Ruskin Bond’s magic mountain
Editor’s note: The indefatigable Ruskin Bond, 91, paints a resplendent picture of Mussoorie, in Scenes from the Magic Mountain. This new travel-memoir collection of snapshots, vignettes, and observations brings to light his relationship with his hometown. Bond takes us through life in the mountains across all seasons and helps us live through his own memories and experiences.
Here, we feature two excerpts from this wonderful book, on solitude, creation, and unexplained silent friendships. Bond writes about spending summers at a lodge in Mussoorie in the ’60s, typing away in the company of nature. And finding a quiet friendship with a songbird in the approaching winter. Scenes from the Magic Mountain by Ruskin Bond has been excerpted with permission from Speaking Tiger Books.
*****
Maplewood Lodge, Mussoorie.
The summer of 1963.
The forest is still silent, until the cicadas start tuning up for their performance. On cue, like a conductor, a bird perched high in the branches of a spruce tree begins its chant. Umeew—umeew!
The forest begins to pulse with the hypnotic buzzing of the cicadas.
Big white ox-eye daisies grow on the hillside. The sorrel—almora grass—has turned red. I sit in my garden, contemplating my old Olympia typewriter. Still writing stories, still trying to sell them.
As a boy, loneliness. As a man, solitude.
And loneliness was not of my seeking. The solitude I sought. And found.
I am to spend many summers in this cottage. Mornings in the sun, evenings in the shadows.

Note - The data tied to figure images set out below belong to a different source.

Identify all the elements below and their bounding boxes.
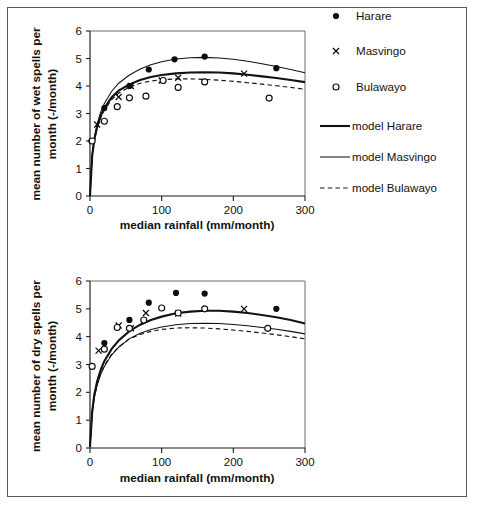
marker-harare	[126, 317, 132, 323]
y-axis-title-line2: month (-/month)	[45, 69, 59, 159]
y-tick-label: 5	[76, 53, 82, 65]
marker-bulawayo	[126, 95, 132, 101]
curve-model-bulawayo	[90, 79, 305, 196]
y-axis-title-line1: mean number of wet spells per	[29, 27, 43, 200]
x-tick-label: 0	[87, 456, 93, 468]
x-tick-label: 0	[87, 204, 93, 216]
legend-label: model Harare	[352, 119, 422, 132]
y-axis-ticks-dry: 0123456	[76, 275, 90, 454]
y-tick-label: 3	[76, 359, 82, 371]
y-tick-label: 4	[76, 331, 83, 343]
y-tick-label: 0	[76, 442, 82, 454]
y-axis-title-line1: mean number of dry spells per	[29, 280, 43, 452]
marker-bulawayo	[266, 95, 272, 101]
marker-harare	[171, 56, 177, 62]
marker-bulawayo	[202, 79, 208, 85]
y-tick-label: 2	[76, 386, 82, 398]
marker-bulawayo	[126, 325, 132, 331]
marker-harare	[173, 290, 179, 296]
y-tick-label: 0	[76, 190, 82, 202]
curve-model-harare	[90, 72, 305, 196]
marker-bulawayo	[265, 325, 271, 331]
marker-harare	[101, 340, 107, 346]
y-tick-label: 4	[76, 80, 83, 92]
marker-bulawayo	[160, 78, 166, 84]
marker-harare	[273, 65, 279, 71]
marker-bulawayo	[159, 305, 165, 311]
y-tick-label: 1	[76, 163, 82, 175]
x-axis-ticks-wet: 0100200300	[87, 196, 315, 216]
plot-frame-wet	[90, 31, 305, 196]
legend-marker-filled-circle	[333, 13, 339, 19]
marker-bulawayo	[89, 363, 95, 369]
marker-bulawayo	[89, 138, 95, 144]
marker-harare	[101, 105, 107, 111]
legend-item-masvingo: Masvingo	[333, 44, 406, 57]
marker-bulawayo	[202, 306, 208, 312]
marker-harare	[146, 300, 152, 306]
chart-panel-wet-spells: 0123456 0100200300 mean number of wet sp…	[0, 0, 480, 254]
marker-harare	[273, 306, 279, 312]
legend-marker-cross	[333, 48, 339, 54]
y-axis-title-wet: mean number of wet spells per month (-/m…	[29, 27, 59, 200]
legend-label: Masvingo	[356, 44, 406, 57]
model-curves-wet	[90, 57, 305, 196]
marker-masvingo	[96, 348, 102, 354]
y-tick-label: 3	[76, 108, 82, 120]
y-axis-ticks-wet: 0123456	[76, 25, 90, 202]
data-points-wet	[88, 53, 279, 144]
curve-model-bulawayo	[90, 328, 305, 447]
chart-legend: HarareMasvingoBulawayomodel Hararemodel …	[320, 9, 437, 194]
legend-item-model-bulawayo: model Bulawayo	[320, 181, 437, 194]
marker-bulawayo	[175, 310, 181, 316]
y-tick-label: 6	[76, 25, 82, 37]
x-tick-label: 300	[295, 456, 314, 468]
x-axis-title-dry: median rainfall (mm/month)	[120, 471, 275, 485]
marker-masvingo	[143, 310, 149, 316]
curve-model-harare	[90, 311, 305, 447]
legend-item-bulawayo: Bulawayo	[333, 80, 406, 93]
y-axis-title-line2: month (-/month)	[45, 321, 59, 411]
figure-page: 0123456 0100200300 mean number of wet sp…	[0, 0, 480, 508]
legend-item-model-harare: model Harare	[320, 119, 422, 132]
legend-label: model Bulawayo	[352, 181, 437, 194]
marker-bulawayo	[114, 104, 120, 110]
marker-harare	[146, 66, 152, 72]
x-tick-label: 200	[224, 456, 243, 468]
curve-model-masvingo	[90, 323, 305, 446]
y-tick-label: 5	[76, 303, 82, 315]
legend-label: model Masvingo	[352, 150, 436, 163]
legend-label: Harare	[356, 9, 391, 22]
axes-wet	[90, 31, 305, 196]
model-curves-dry	[90, 311, 305, 447]
plot-frame-dry	[90, 281, 305, 448]
marker-masvingo	[116, 94, 122, 100]
marker-bulawayo	[143, 93, 149, 99]
y-axis-title-dry: mean number of dry spells per month (-/m…	[29, 280, 59, 452]
marker-bulawayo	[114, 324, 120, 330]
marker-masvingo	[241, 306, 247, 312]
marker-harare	[202, 53, 208, 59]
x-axis-ticks-dry: 0100200300	[87, 448, 315, 468]
chart-panel-dry-spells: 0123456 0100200300 mean number of dry sp…	[0, 254, 480, 508]
x-tick-label: 200	[224, 204, 243, 216]
legend-item-harare: Harare	[333, 9, 392, 22]
x-tick-label: 300	[295, 204, 314, 216]
axes-dry	[90, 281, 305, 448]
y-tick-label: 6	[76, 275, 82, 287]
x-tick-label: 100	[152, 204, 171, 216]
marker-masvingo	[175, 75, 181, 81]
y-tick-label: 1	[76, 414, 82, 426]
marker-bulawayo	[101, 346, 107, 352]
legend-marker-open-circle	[333, 84, 339, 90]
x-axis-title-wet: median rainfall (mm/month)	[120, 218, 275, 232]
marker-harare	[202, 290, 208, 296]
legend-item-model-masvingo: model Masvingo	[320, 150, 436, 163]
y-tick-label: 2	[76, 135, 82, 147]
legend-label: Bulawayo	[356, 80, 406, 93]
marker-bulawayo	[101, 118, 107, 124]
data-points-dry	[89, 290, 279, 370]
marker-bulawayo	[175, 84, 181, 90]
x-tick-label: 100	[152, 456, 171, 468]
marker-bulawayo	[141, 317, 147, 323]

Some mornings, I carry my small table, chair and typewriter out on to the knoll below one of the oaks and take a little help from the babblers and bulbuls that flit in and out of the canopies of leaves. White-hooded babblers; yellow-bottomed bulbuls. Never still for a moment, they help me with my punctuation.
For dialogue I depend more on the crickets, cicadas and grasshoppers who keep up a regular exchange, debating the issues of the day. But for reflective and descriptive writing I look into the distance, at the purple hills merging with the azure sky; or I examine a fallen leaf as it spirals down from the tree and settles on the typewriter keys. The summer sun bathes everything with clear, warm light. Somewhere high up on the hills, cows are grazing. I don’t see them, but I hear the bells tied around their neck.
I write in leisure. There is no hurry.
*****

*****
Winter is approaching, it isn’t here yet…A lone redstart perches on the bare branches of the wild pear tree and whistles cheerfully. He has come down early from higher places and will winter in the garden. Others will follow; this solitary fellow would not wait, perhaps he likes being alone, or he’s adventurous. Or he wants to make a private connection with someone. I would like to believe it is me—well, why not? No matter how well loved we are, how fortunate in companions, none of us is immune to the fantasy of a fleeting, unexplained, silent friendship, the memory of which will stay with us for life.
*****
Scenes from the Magic Mountain by Ruskin Bond has been excerpted with permission from Speaking Tiger Books.